Knee operation, anyone?

I performed my fist knee operation today. Not in real life though but on my pc. Videogames inspired by medical practises or diseases has been discussed on this blog before but I don’t think that this particular game has been mentioned. In the game one takes on the role of a surgeon (or a surgeon’s assistant, I’m a bit in the dark on that one) and I must admit that I found the game to be surprisingly unpleasant.

I guess that working at a place like Medical Museion one gets hardened by telling stories of how the medieval surgeons performed their work or how the cholera epidemic infected people in the middle of the 19th century. Nevertheless this game, where one gets to perform surgery on a knee, really struck me. One thing is the images of the opened knee but I believe that it’s really the sound on the game that gets to me. Especially the sound of the saw going through the knee is really disturbing. Urg!

I must admit that I found it rather educational and apparently my patient survived. To be quite honest I’m not sure that it’s possible to actually ever fail. The game also reminded me of an article I read recently (”Inscribing surgery in digital culture” by Jan Eric Olsén, Årsskrift for Medicinsk Museion, vol. 3, 2006: 49), in which he links computer gaming and virtual surgery:

Future surgery may not require knowledge in handling the scalpel but rather familiarity with computers. It has also been suggested that surgeons who often play computer games sharpen their ability to coordinate the senses of vision and touch, when performing keyhole surgery (Satava ed 1998: 143-144)

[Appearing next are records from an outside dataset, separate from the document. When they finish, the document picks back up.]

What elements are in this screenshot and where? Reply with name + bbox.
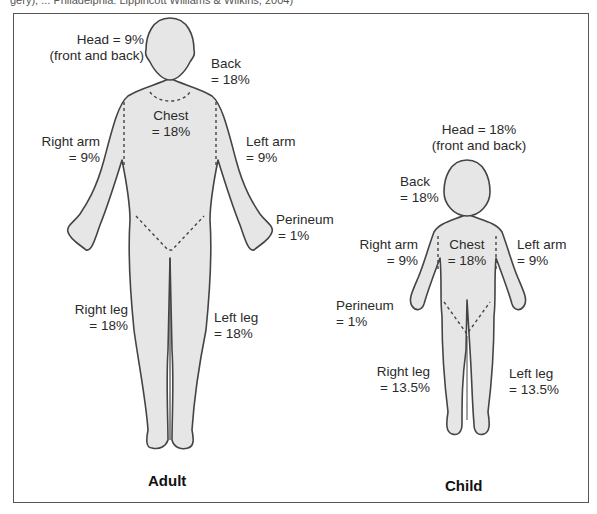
child-head bbox=[444, 160, 490, 216]
adult-right-leg-label: Right leg = 18% bbox=[56, 302, 128, 334]
adult-left-leg-label: Left leg = 18% bbox=[214, 310, 258, 342]
adult-perineum-label: Perineum = 1% bbox=[276, 212, 334, 244]
adult-back-label: Back = 18% bbox=[211, 56, 250, 88]
child-back-label: Back = 18% bbox=[400, 174, 439, 206]
child-chest-label: Chest = 18% bbox=[444, 237, 490, 269]
adult-head-label: Head = 9% (front and back) bbox=[28, 32, 144, 64]
adult-title: Adult bbox=[148, 472, 186, 489]
child-left-leg-label: Left leg = 13.5% bbox=[509, 366, 559, 398]
child-right-leg-label: Right leg = 13.5% bbox=[362, 364, 430, 396]
body-figures bbox=[0, 0, 597, 514]
child-head-label: Head = 18% (front and back) bbox=[416, 122, 542, 154]
adult-right-arm-label: Right arm = 9% bbox=[28, 134, 100, 166]
child-perineum-label: Perineum = 1% bbox=[336, 298, 394, 330]
adult-left-arm-label: Left arm = 9% bbox=[246, 134, 296, 166]
child-title: Child bbox=[445, 477, 483, 494]
child-left-arm-label: Left arm = 9% bbox=[517, 237, 567, 269]
adult-head bbox=[145, 18, 194, 80]
child-right-arm-label: Right arm = 9% bbox=[346, 237, 418, 269]
adult-chest-label: Chest = 18% bbox=[146, 108, 196, 140]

That might be right, but I’m quite sure that the above-mentioned game does not train the necessary skills :) (For an online article about the link between surgery and computer gaming click here)

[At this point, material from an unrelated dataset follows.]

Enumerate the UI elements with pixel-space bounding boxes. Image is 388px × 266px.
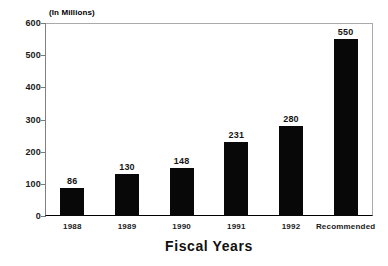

aesthetics of biomedicine, marketing and advertising, public outreach, visualization

Smoking, smoking, smoking…

I have often been amazed by the steps taken to prevent people from smoking and I have found two gadgets to keep people from the habit quite fascinating: A year’s worth of tar and Smoking Sue.

It now seems that the Danish government wants to play hardball. For quite some time smokers have been used to having warning signs on packages stating that cigarettes are dangerous and potentially deadly. I find it surprising to what extent even the size and font of the letters of the warning are regulated by law. Here’s a quote from § 10:”The general warning […] must cover 30 pct. of the surface of the relevant side.” And a bit further down in § 11, part 1: “Printed in black, bold characters in font Helvetia on white background.” Here taken from the Danish law regulating tobacco.

There is just something fascinating about public health in the language of bureaucrats. One can imagine how the fight over the exact percentage has been waged and a compromise made.

Anyway, the reason I bring this up is because the Danish government has just proposed putting images on cigarette packages. Pictures that show what smoking will do to you. And they are quite nasty as one can see from this article in the Danish newspaper Politiken. I know that this is practised in other countries also (take a look at these from Brazil but be warned – they are really disgusting), but I’m really in doubt as to the effect of these images. Do they really work?

aesthetics of biomedicine, art and biomed, collections, displays/exhibits, news, public outreach, recent biomed, visualization, web resources

Cell image and video library gets NIH stimulus grant

As some of you may have noticed, the online Image & Video Library of The American Society for Cell Biology has been closed since February, and nobody knew whether it would be opened again.

Last Thursday the ACSB announced, however, that the site will be re-opened and developed further by means of a $2,5 million ’stimulus grant’ from the NIH (one of the consequences of the new Obama administration).

According to ACSB’s press release, the present image and video collection will be turned into “a comprehensive, international digital library” and furthermore, by “developing a systematic protocol for acquiring, reviewing, annotating, and uploading the images”, the ASCB will create “an efficient platform for building the library at a rapid rate”.

These are exciting news for all cell image fans!